By the power derived from the operation of the above shafts, a requisite power and motion is conveyed to two saw gates, each capable of receiving and working any number of saws sufficient for converting a log to any dimensions by one passage trough the gate. Two hammers for forging anchors, &c. two large hydraulic bellows, two circular saws, one turning and boring lathe, which when required, can be converting into a machine for boring steam engine cylinders; nine turning lathes, five grind stones, four drill lathes for boring sheaves, &c. with other machinery, required to facilitate the operations of the several departments in the adjoining buildings.

Fully half of the pages on the yard are spent in describing the Tripoli Monument. It begins by explaining that it was “erected by the officers of the navy, to the memory of their brave associates who fell in the Tripolitan war.” (Ed. note: The Tripoli Monument was originally erected at the Washington Navy Yard. It can now be found at the United States Naval Academy campus in Annapolis, Maryland. –MHC)

The Navy Yard in 1834, just a few years after Elliott visited it. (LOC)

The memorial is described in detail, then continues by quoting a passage from James Fenimore Cooper’s 1828 book Notions of the Americans. It recapitulates what Elliott had already written, but then continues the story:

This monument has received some injury, by having one of two of its ornamental figures broken. On one of its sides I read the following inscription: “Mutilated by Britons, August, 1814.” This was the date of the inroad of the English.

Cooper (pictured above) then complains that “this inscription was in singularly bad taste.” Presumably this was because he was writing the book not as an American, but was pretending to be European in order to make his praise of American virtues more potent.
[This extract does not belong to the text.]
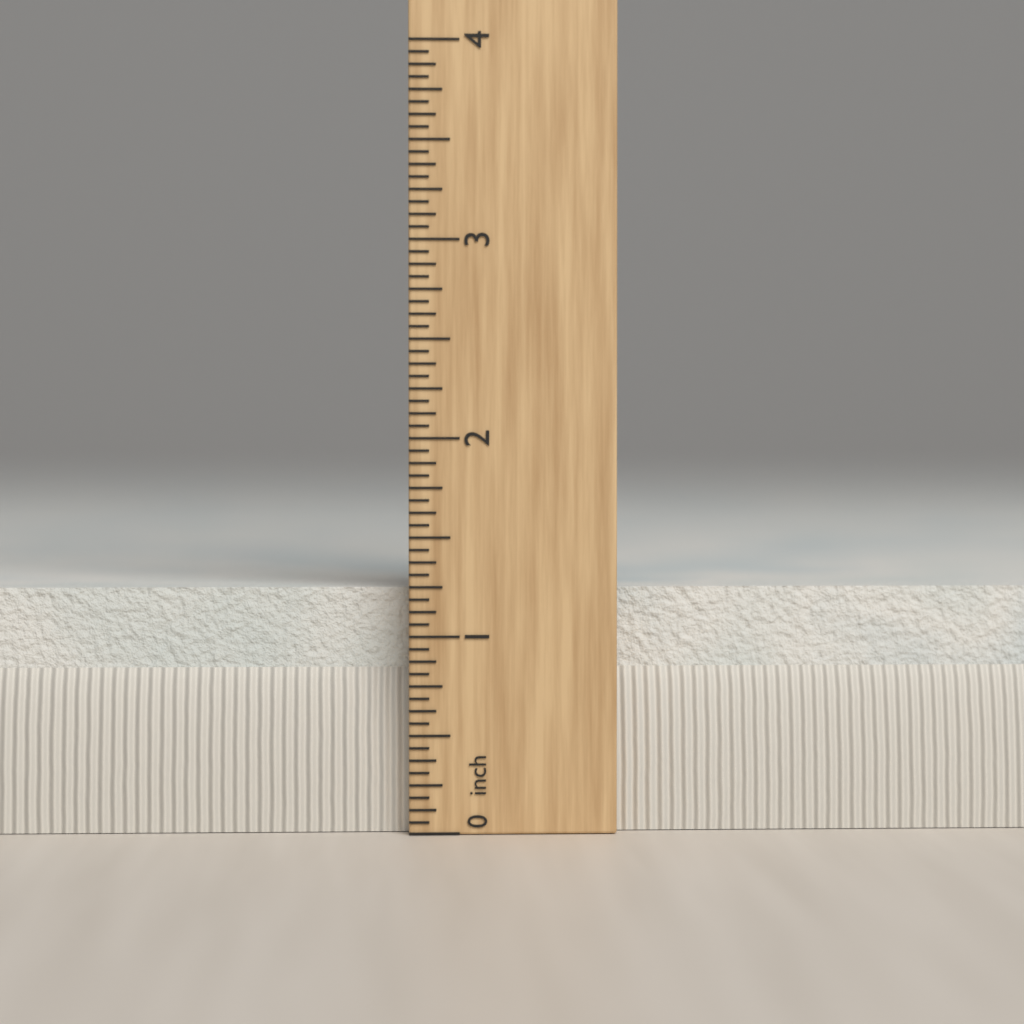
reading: 1.2500 in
He then goes on to praise the British and their incursion in a most backhanded way, and ends up by insisting that whatever damage was done to the memorial was “the act of an individual, and not of the authority, which alone should be considered responsible to any grave national accusation.”

Cooper ends by insisting that the inscription, too, was the work of one man, “an officer of rank, who had reasons for a special degree of antipathy against their late enemy.” This was, according to Cooper, an attempt of someone to “interpose his personal resentments between a nation and its dignity.”

Elliott ends his description of the Navy Yard with this, and makes no attempt to agree with, or refute Cooper’s charge. Given that the British as a whole have no memory whatsoever of the War of 1812 or the burning of Washington, I think that the inscription can remain in perpetuity.